Joss, who wrote and directed Buffy The Vampire Slayer, said: "My biggest professional disappointment is Firefly being cancelled: that's how I learned what real grief is. And that will never go away.I loved Firefly, it was, hands down, one of the best dramas out there but I think it really says something that Joss Whedon considers its cancellation his biggest professional disappointment, considering his reaction to Alien Resurrection.
"Part of that sadness is that I didn't know how to fight. Now I look back and go, 'You know, if I'd had just a little more moxie, maybe I could have read the signs'.
"But I came to understand that grief is like losing a limb. You don't grow another arm, you learn to tie your shoes differently."

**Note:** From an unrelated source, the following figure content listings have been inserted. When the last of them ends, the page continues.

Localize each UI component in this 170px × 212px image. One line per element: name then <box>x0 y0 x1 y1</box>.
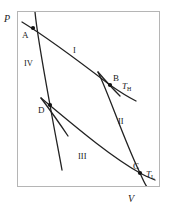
region-label-iv: IV <box>24 59 33 68</box>
point-label-c: C <box>133 162 139 171</box>
y-axis-label: P <box>4 14 10 24</box>
region-label-ii: II <box>118 117 124 126</box>
region-label-i: I <box>73 46 76 55</box>
isotherm-label-th-sub: H <box>127 86 131 92</box>
region-label-iii: III <box>78 152 87 161</box>
isotherm-th-curve <box>22 22 136 101</box>
point-label-b: B <box>113 74 119 83</box>
isotherm-label-tl: TL <box>146 170 155 179</box>
point-marker-c <box>138 171 142 175</box>
adiabat-ad-curve <box>35 12 62 170</box>
isotherm-label-tl-sub: L <box>151 174 155 180</box>
point-marker-d <box>48 103 52 107</box>
point-label-a: A <box>22 31 29 40</box>
isotherm-label-th: TH <box>122 82 131 91</box>
point-marker-b <box>108 83 112 87</box>
x-axis-label: V <box>128 194 134 204</box>
pv-diagram-figure: P V A B C D I II III IV TH TL <box>0 0 170 212</box>
point-marker-a <box>31 26 35 30</box>
point-label-d: D <box>38 106 45 115</box>
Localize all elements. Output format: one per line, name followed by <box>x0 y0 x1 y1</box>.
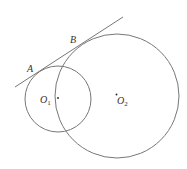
label-o1-main: O <box>40 94 47 105</box>
label-o2-sub: 2 <box>124 100 128 108</box>
label-o2-main: O <box>117 95 124 106</box>
label-b: B <box>70 34 76 45</box>
common-tangent-line <box>15 17 123 87</box>
label-o1: O1 <box>40 94 51 107</box>
geometry-diagram: A B O1 O2 <box>0 0 187 169</box>
label-o2: O2 <box>117 95 128 108</box>
label-o1-sub: 1 <box>47 99 51 107</box>
label-a: A <box>26 63 34 74</box>
center-dot-o1 <box>57 97 59 99</box>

The following is from an interview with Joss in 2005:
It wasn't a question of doing everything differently, although they [the producers of Alien Resurrection] changed the ending; it was mostly a matter of doing everything wrong. They said the lines...mostly...but they said them all wrong. And they cast it wrong. And they designed it wrong. And they scored it wrong. They did everything wrong that they could possibly do. There's actually a fascinating lesson in filmmaking, because everything that they did reflects back to the script or looks like something from the script, and people assume that, if I hated it, then they’d changed the script...but it wasn’t so much that they’d changed the script; it’s that they just executed it in such a ghastly fashion as to render it almost unwatchable. (Joss for a minute: A brief chat with Joss Whedon, via Wikipedia: Alien Resurrection)After viewing a particularly horrible movie I've often wondered: What were they thinking? How could it have gone so wrong? Well ... that's how!
Photo link: Sean & Nathan @ the Flanvention.